Merging Ontologies Algebraically
This work provides a formal framework for ontology merging, which is incremental as it builds on existing methods but offers improved computational efficiency for knowledge representation tasks.
The paper tackles the problem of efficiently computing merging closures for ontology repositories by identifying generic algebraic properties (idempotence, commutativity, associativity, representativity) that enable partial ordering and finite computation, and demonstrates this with a system based on V-alignment pairs and pushouts.
Ontology operations, e.g., aligning and merging, were studied and implemented extensively in different settings, such as, categorical operations, relation algebras, typed graph grammars, with different concerns. However, aligning and merging operations in the settings share some generic properties, e.g., idempotence, commutativity, associativity, and representativity, labeled by (I), (C), (A), and (R), respectively, which are defined on an ontology merging system $(\mathfrak{O},\sim,\merge)$, where $\mathfrak{O}$ is a set of the ontologies concerned, $\sim$ is a binary relation on $\mathfrak{O}$ modeling ontology aligning and $\merge$ is a partial binary operation on $\mathfrak{O}$ modeling ontology merging. Given an ontology repository, a finite set $\mathbb{O}\subseteq \mathfrak{O}$, its merging closure $\widehat{\mathbb{O}}$ is the smallest set of ontologies, which contains the repository and is closed with respect to merging. If (I), (C), (A), and (R) are satisfied, then both $\mathfrak{O}$ and $\widehat{\mathbb{O}}$ are partially ordered naturally by merging, $\widehat{\mathbb{O}}$ is finite and can be computed efficiently, including sorting, selecting, and querying some specific elements, e.g., maximal ontologies and minimal ontologies. We also show that the ontology merging system, given by ontology $V$-alignment pairs and pushouts, satisfies the properties: (I), (C), (A), and (R) so that the merging system is partially ordered and the merging closure of a given repository with respect to pushouts can be computed efficiently.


A single total is needed, the number of lines of this listing that contain the string "upper".

┄┄┄┄┄┄┄┄┄┄┄┄┄┄┄┄┄┄┄┄

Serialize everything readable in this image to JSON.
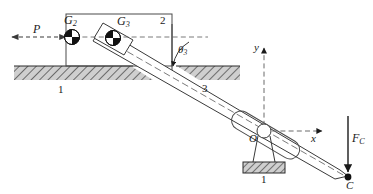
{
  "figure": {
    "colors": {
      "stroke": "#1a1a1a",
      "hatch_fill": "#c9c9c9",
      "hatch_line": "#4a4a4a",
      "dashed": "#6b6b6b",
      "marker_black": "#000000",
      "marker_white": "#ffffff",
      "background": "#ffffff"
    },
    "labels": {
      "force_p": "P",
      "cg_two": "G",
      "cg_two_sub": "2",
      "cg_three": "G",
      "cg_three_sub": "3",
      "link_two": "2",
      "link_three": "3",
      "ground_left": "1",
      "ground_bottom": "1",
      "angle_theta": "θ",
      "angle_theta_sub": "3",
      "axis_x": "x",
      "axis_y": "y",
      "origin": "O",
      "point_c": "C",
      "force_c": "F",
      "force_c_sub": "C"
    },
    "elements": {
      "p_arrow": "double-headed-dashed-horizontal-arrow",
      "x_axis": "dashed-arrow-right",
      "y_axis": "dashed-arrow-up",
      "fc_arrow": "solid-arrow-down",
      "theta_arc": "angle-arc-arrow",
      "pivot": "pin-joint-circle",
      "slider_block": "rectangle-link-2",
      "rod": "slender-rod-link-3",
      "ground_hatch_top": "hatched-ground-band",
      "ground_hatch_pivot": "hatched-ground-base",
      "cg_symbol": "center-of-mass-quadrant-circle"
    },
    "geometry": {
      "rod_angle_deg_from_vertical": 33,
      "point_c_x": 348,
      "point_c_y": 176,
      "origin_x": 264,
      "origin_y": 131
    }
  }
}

┄┄┄┄┄┄┄┄┄┄┄┄┄┄┄┄┄┄┄┄

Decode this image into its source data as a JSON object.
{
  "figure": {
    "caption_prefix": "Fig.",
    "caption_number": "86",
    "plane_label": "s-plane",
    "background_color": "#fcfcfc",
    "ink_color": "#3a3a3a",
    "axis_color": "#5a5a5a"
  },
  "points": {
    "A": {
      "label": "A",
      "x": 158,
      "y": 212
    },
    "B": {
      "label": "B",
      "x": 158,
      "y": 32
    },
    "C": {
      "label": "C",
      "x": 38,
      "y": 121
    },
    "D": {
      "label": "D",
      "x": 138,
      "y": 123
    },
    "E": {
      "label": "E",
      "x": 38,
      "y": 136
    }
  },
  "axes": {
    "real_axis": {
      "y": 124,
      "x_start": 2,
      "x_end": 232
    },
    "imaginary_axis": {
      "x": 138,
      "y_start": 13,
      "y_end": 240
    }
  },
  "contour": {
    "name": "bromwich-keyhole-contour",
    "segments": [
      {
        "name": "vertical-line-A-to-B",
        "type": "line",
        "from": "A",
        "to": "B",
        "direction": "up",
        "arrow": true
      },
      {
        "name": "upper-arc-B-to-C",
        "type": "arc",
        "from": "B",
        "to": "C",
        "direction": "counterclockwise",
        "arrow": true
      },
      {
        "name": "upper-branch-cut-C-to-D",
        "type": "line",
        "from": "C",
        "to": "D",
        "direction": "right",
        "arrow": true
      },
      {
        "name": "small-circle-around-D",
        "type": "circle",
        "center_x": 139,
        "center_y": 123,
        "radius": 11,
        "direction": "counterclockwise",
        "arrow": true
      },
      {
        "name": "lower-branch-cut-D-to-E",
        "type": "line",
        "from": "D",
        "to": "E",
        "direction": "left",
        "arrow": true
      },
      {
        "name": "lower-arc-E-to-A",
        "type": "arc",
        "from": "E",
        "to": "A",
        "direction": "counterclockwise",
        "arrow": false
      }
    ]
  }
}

┄┄┄┄┄┄┄┄┄┄┄┄┄┄┄┄┄┄┄┄

Reply: 2